On the positive side, what this minimal format did was create space around the tricks for discussion. The interspersed questions I posed were narrowed to address only two issues: what sort of bodily reactions participants had to the tricks, and how participants were helping me accomplish the magic. Whatever the replies, the strategy was to follow-up on them as the session unfolded. If someone thought bodily gestures provided the basis for identifying cards, for instance, I asked them about this subsequently as additional tricks were performed.
In this way, the aim was to work through how we could come together to do magic. This was not done in order to find some ‘ideal-type’, abstracted qualities of magicians and audiences, but rather to examine how in specific settings we were constituting card manipulations as magic tricks through our moment-to-moment interactions together, including in this case through the unfolding discussion about those interactions.
The place of narration in this proved thorny. Some people expressed the desire for a kind of ‘spiel’ about embodiment that would have amounted to a return to the Embodied magic act, others not. Since the narration served as an overt fault line between what was being said and what was being done, its make-up often figured as a basis for commentary. The general approach adopted was to try to fine tune the narration to balance explicitness with suggestion about embodiment. Despite (or maybe better, through the) diminished narration, at times contentions were forwarded that the cards were being identified through body reading.
Act 3 — Topicalising Co-production
Another matter that proved thorny throughout the sessions was engaging participants in questions about how magic was being accomplished. Nearly invariably, when I asked people how magic was being done, attention was cast on the presumed hidden mechanisms at play. That might have been some undetected sleight of hand, physical markers on the cards, detection of eye movements, etc. Exceedingly rare were unprompted comments pointing toward any active role of the audience. Rather than attending to “How do magicians and their audiences come together to do magic?”, the participants’ attention was squarely on magicians and their concealed arts. It other words, the trick was something down to me rather than us. In response, in the final acts I did I overtly explained that a purpose of doing this research on magic was to determine how tricks are co-produced by magicians and audiences. In addition, I repeatedly and directly asked participants what role they were playing in the accomplishment of magic.

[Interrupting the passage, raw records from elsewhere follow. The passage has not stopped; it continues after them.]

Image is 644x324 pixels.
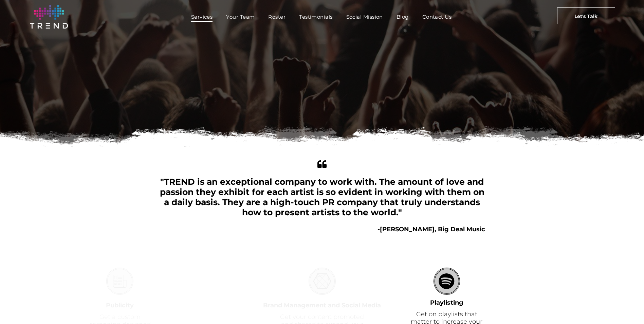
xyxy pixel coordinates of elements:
a: Services [184,12,220,22]
a: Contact Us [415,12,458,22]
font: Publicity [106,302,134,309]
a: Social Mission [339,12,390,22]
b: -[PERSON_NAME], Big Deal Music [378,225,485,233]
a: Blog [390,12,415,22]
span: Let's Talk [574,8,597,25]
a: Your Team [220,12,261,22]
span: "TREND is an exceptional company to work with. The amount of love and passion they exhibit for ea... [160,177,485,217]
font: Our Services [244,116,401,145]
a: Testimonials [293,12,339,22]
img: logo [30,5,68,29]
font: Playlisting [430,299,463,306]
font: Brand Management and Social Media [263,302,381,309]
a: Let's Talk [557,8,615,24]
a: Roster [261,12,293,22]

As another revision, with my growing unease about how, at least at times, people thought I was identifying cards on the basis of body reading, at the end of the act I included a declaration that this was never the case. After all the tricks and the patter though, not everyone believed this disclosure…
[1] Fulves, K. (1976) Self-Working Card Tricks. Dover publications, pp. 128. ISBN: 9780486233345.
[2] Fulves, K. (1979) Self-Working Mental Magic. Dover publications, pp. 144. ISBN: 9780486238067.